Structured and facilitated prevention mechanisms for monitoring Governance, Risk Management and Compliance (GRC) issues
There is an increasing awareness of fraud, misconduct and related good governance and risk management matters in the Nordics as well as globally. Companies are facing increased pressure from their stakeholders to ensure that integrity and ethics components of compliance will add value to the company's enterprise risk profile. Therefore, all businesses are attempting to implement a comprehensive framework third party due diligence and fraud monitoring. At the 9th annual European GRC Summit in Stockholm on the 22-23rd September, at the World Trade Center, the finance/accounting team together with GRC officers will learn how to prevent certain noticeable instances of frauds or misconduct.
Finance professionals and CXO have access to essential data relating to transactions and the role of GRC and critical individuals in conducting the routine business. However, the monitoring and awareness of the GRC business practices and unusual transactions is vital due to their comprehensive view of the enterprise from a GRC perspective.
Fiduciary roles and responsibilities
Often integrity, fraud or misconduct can be derived from conflict of interest scenarios. The key is to identify the levels of evident and noticeable factors that GRC professionals may come across in their daily operations. Considering the fiduciary role and responsibility that GRC and finance professionals play together with the Board of Directors and senior management, a noticeable understanding of GRC business factors are needed to avoid misreporting.
Andre Henderson, Chief Technology Officer, The Red Flag Group will conduct a workshop at the 9th annual European GRC Summit in Stockholm on the 22-23rd September at the World Trade Center, on the Understanding of Integrity Risks When Onboarding Suppliers
Companies are facing increased pressure from their Customer, Partners, the Government and the Community to ensure that the Suppliers that they engage are of substantial integrity and ethics and add value to your risk profile not detract from it.
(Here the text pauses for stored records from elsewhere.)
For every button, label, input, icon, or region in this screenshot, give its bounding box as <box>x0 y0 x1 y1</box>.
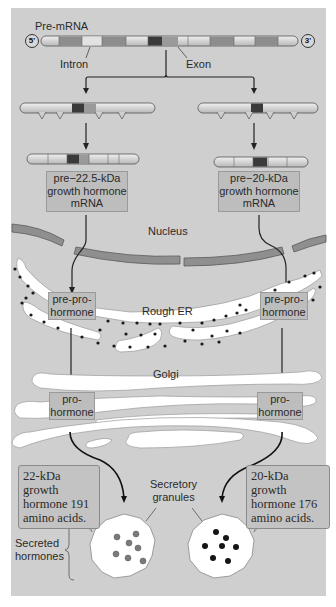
split-arrow <box>86 50 254 90</box>
left-prohormone-line-2: hormone <box>50 406 94 419</box>
left-callout-22kda: 22-kDa growth hormone 191 amino acids. <box>18 465 100 529</box>
right-callout-line-2: hormone 176 <box>251 497 325 511</box>
left-preprohormone-line-1: pre-pro- <box>49 293 95 306</box>
growth-hormone-splicing-diagram: Pre-mRNA 5' 3' Intron Exon pre−22.5-kDa … <box>0 0 336 607</box>
golgi-label: Golgi <box>153 368 179 381</box>
right-mrna-line-3: mRNA <box>219 197 299 210</box>
left-callout-line-2: hormone 191 <box>23 497 95 511</box>
exon-label: Exon <box>186 58 211 71</box>
rough-er-label: Rough ER <box>142 305 193 318</box>
left-preprohormone-box: pre-pro- hormone <box>48 292 96 320</box>
right-callout-20kda: 20-kDa growth hormone 176 amino acids. <box>246 465 330 529</box>
right-preprohormone-line-2: hormone <box>261 306 307 319</box>
secreted-line-1: Secreted <box>15 537 64 550</box>
exon-pointer <box>178 47 187 58</box>
right-prohormone-line-1: pro- <box>258 393 302 406</box>
left-spliced-mrna <box>27 154 139 164</box>
right-callout-line-1: 20-kDa growth <box>251 469 325 497</box>
right-mrna-line-2: growth hormone <box>219 185 299 198</box>
left-callout-line-1: 22-kDa growth <box>23 469 95 497</box>
right-prohormone-box: pro- hormone <box>257 392 303 420</box>
secreted-hormones-label: Secreted hormones <box>15 537 64 563</box>
three-prime-end: 3' <box>301 34 315 48</box>
right-spliced-mrna <box>214 157 308 167</box>
left-splicing-intermediate <box>20 103 155 119</box>
five-prime-cap: 5' <box>25 34 39 48</box>
right-preprohormone-box: pre-pro- hormone <box>260 292 308 320</box>
left-mrna-label-box: pre−22.5-kDa growth hormone mRNA <box>46 171 128 212</box>
left-mrna-line-3: mRNA <box>47 197 127 210</box>
granules-line-2: granules <box>150 491 197 504</box>
granule-20kda <box>188 514 254 578</box>
left-prohormone-box: pro- hormone <box>49 392 95 420</box>
secretory-granules-label: Secretory granules <box>150 478 197 504</box>
intron-label: Intron <box>60 58 88 71</box>
right-splicing-intermediate <box>198 103 318 119</box>
left-callout-line-3: amino acids. <box>23 511 95 525</box>
left-prohormone-line-1: pro- <box>50 393 94 406</box>
intron-pointer <box>86 47 90 58</box>
left-mrna-line-1: pre−22.5-kDa <box>47 172 127 185</box>
nucleus-label: Nucleus <box>148 225 188 238</box>
left-mrna-line-2: growth hormone <box>47 185 127 198</box>
granules-line-1: Secretory <box>150 478 197 491</box>
secreted-hormones-brace <box>65 523 74 580</box>
secreted-line-2: hormones <box>15 550 64 563</box>
premrna-bar <box>41 36 298 46</box>
left-preprohormone-line-2: hormone <box>49 306 95 319</box>
right-preprohormone-line-1: pre-pro- <box>261 293 307 306</box>
right-mrna-line-1: pre−20-kDa <box>219 172 299 185</box>
right-callout-line-3: amino acids. <box>251 511 325 525</box>
right-prohormone-line-2: hormone <box>258 406 302 419</box>
premrna-label: Pre-mRNA <box>35 20 88 33</box>
right-mrna-label-box: pre−20-kDa growth hormone mRNA <box>218 171 300 212</box>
Companies that onboard new Suppliers should be assessing each Supplier against a range of risks that include such risk areas include:
- Corruption, bribery, price fixing, kickbacks, privacy breaches and misuse of confidential information or IP rights
- Sanctions and restrictions imposed by your own or foreign governments
- Human rights, modern day slavery, employee rights, poor working conditions -Product safety, quality, and environmental issues
Knowing how to identify these risks in a supplier, how to analyse them and how to manage them will be the subject of the workshop. Learn how to implement a Supplier Integrity Risk program across your organisation to comply with new obligations around due diligence and expectations from authorities.
Based on Andrews workshop, how to blacklist the third parties when the misconduct is identified and eliminating the possibilities of potential rehire of such companies under different circumstances.
Broad GRC issues need to be customised
Other GRC subjects discussed during the 9th annual European GRC Summit in Stockholm on the 22-23rd September at the World Trade Center are:
What are the broad GRC issues that need to be customised so that GRC officers are empowered to address the following issues because one size never fits anybody;
Developing structured alert mechanisms that are embedded in the company's Enterprise Risk Management framework to identify pattern based/rule based transactions for reporting GRC inconsistencies. The summit will provide guidance or training to spot and detect the red flags during the review by the GRC fraud monitoring team.
Periodic communication of inconsistent GRC trends and highlighting the areas, flagging suspicious transactions or questionable business practices thru story telling within the organisation as part of the transparency and accountability components of GRC activities.